■ **Problem description**
For this exercise, reproduce only the lines from the one holding "Identify the location" through the final line of the data below, exactly, and omit pictures.
--- START ---
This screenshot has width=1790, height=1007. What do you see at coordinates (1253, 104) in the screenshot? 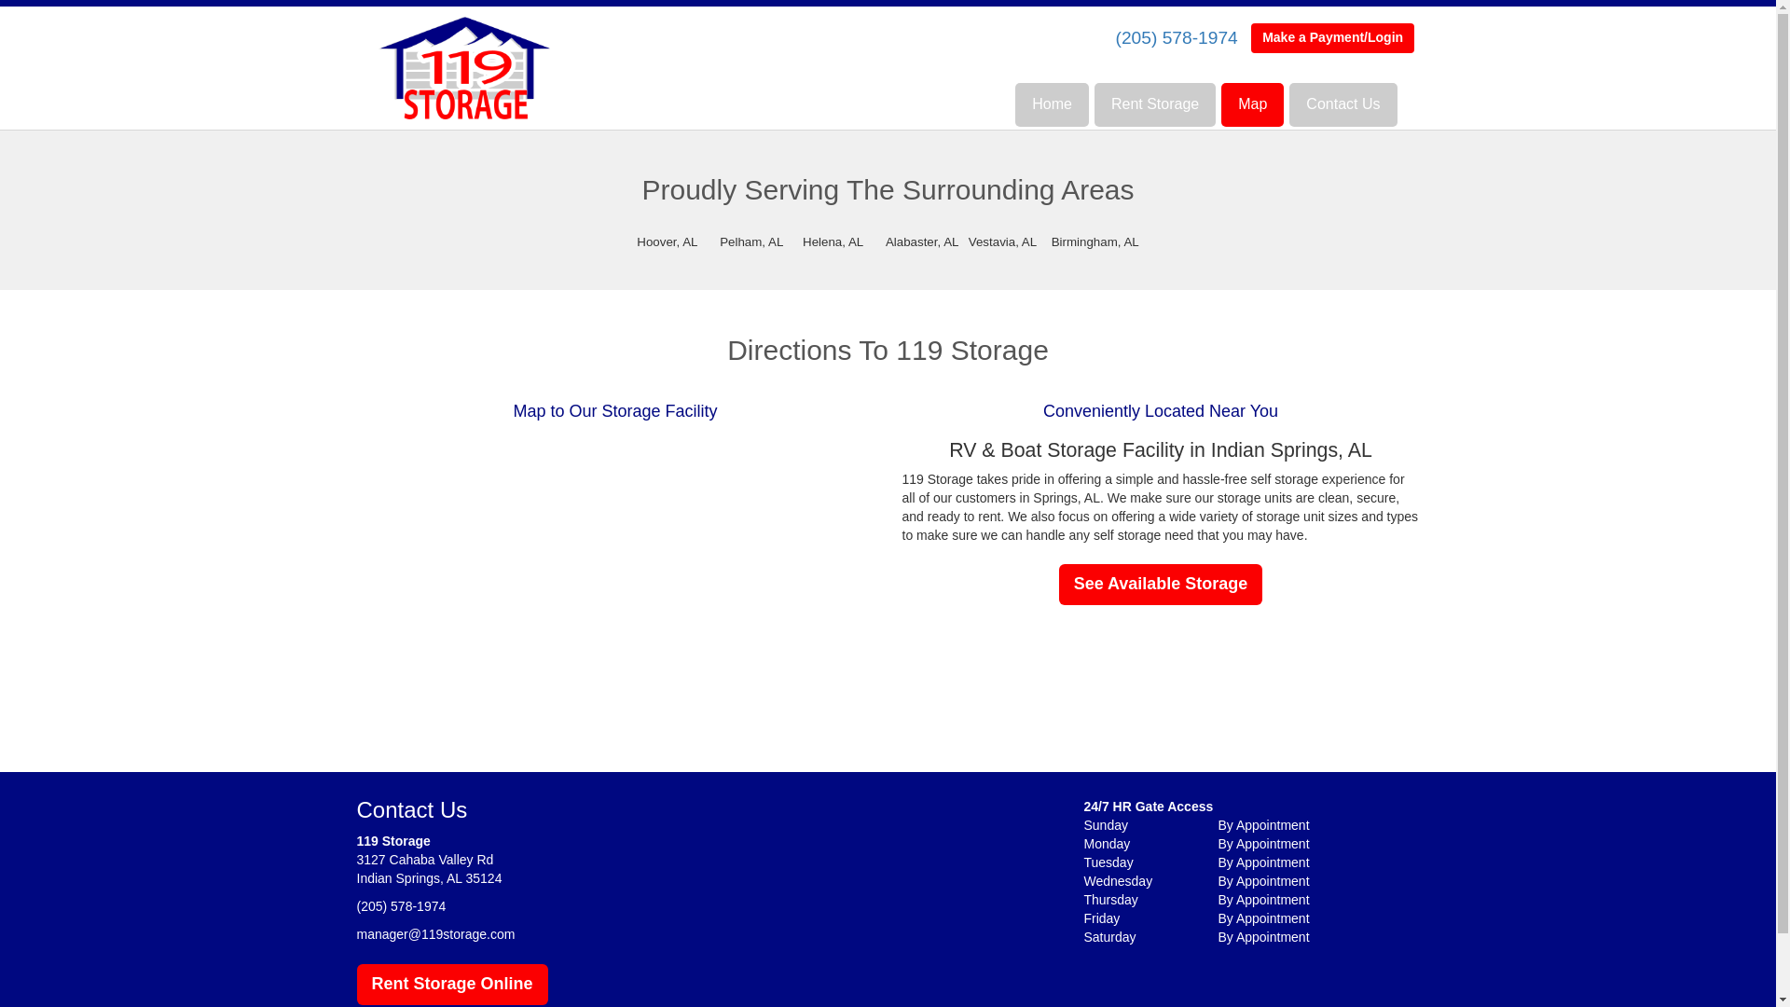
I see `Map` at bounding box center [1253, 104].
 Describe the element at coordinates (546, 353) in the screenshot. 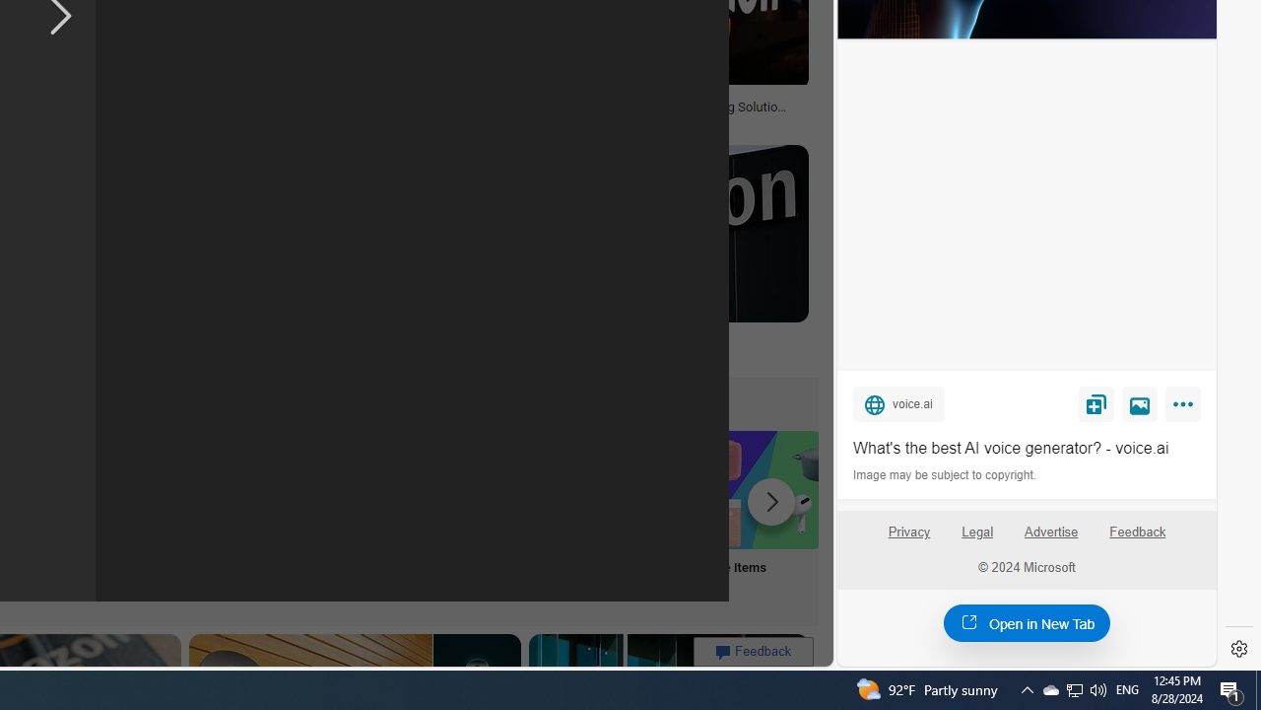

I see `protothema.gr` at that location.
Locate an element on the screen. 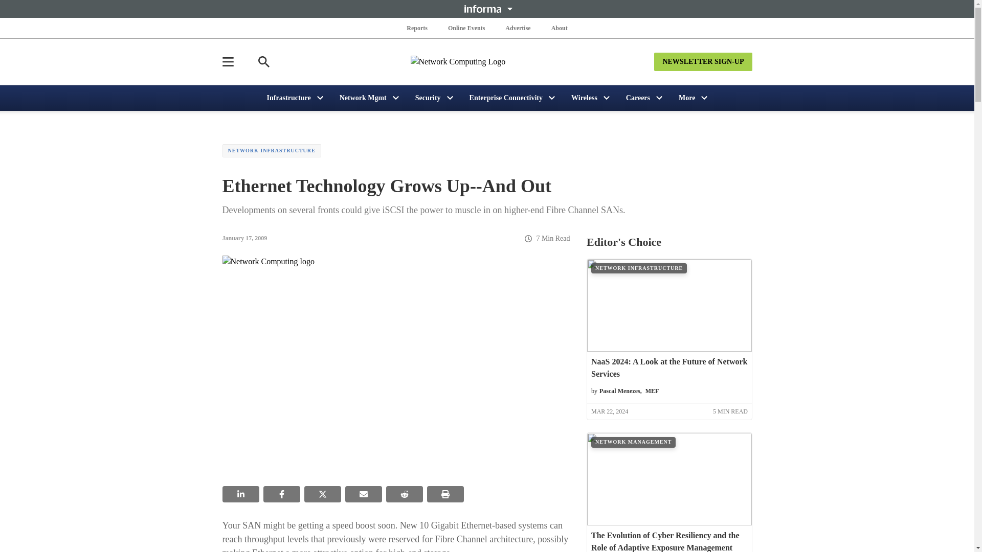  Advertise is located at coordinates (517, 28).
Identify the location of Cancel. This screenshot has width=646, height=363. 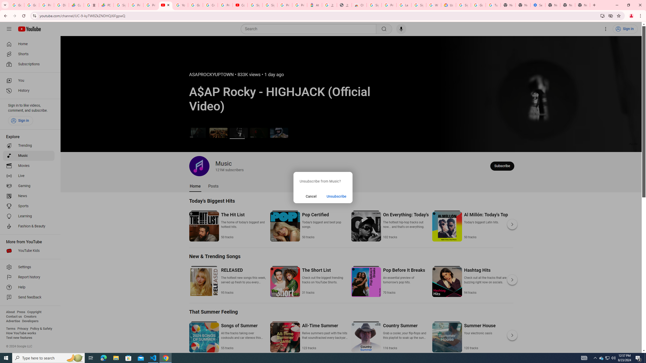
(311, 196).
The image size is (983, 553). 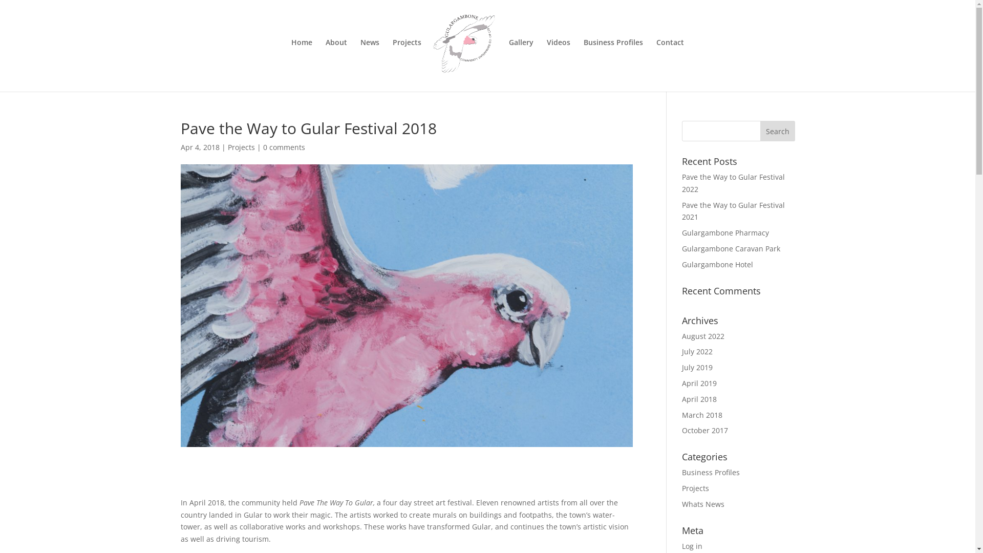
--- END ---
■ **Finished task**
Identify the location of Cancel. This screenshot has width=646, height=363. 
(311, 196).
The image size is (983, 553). 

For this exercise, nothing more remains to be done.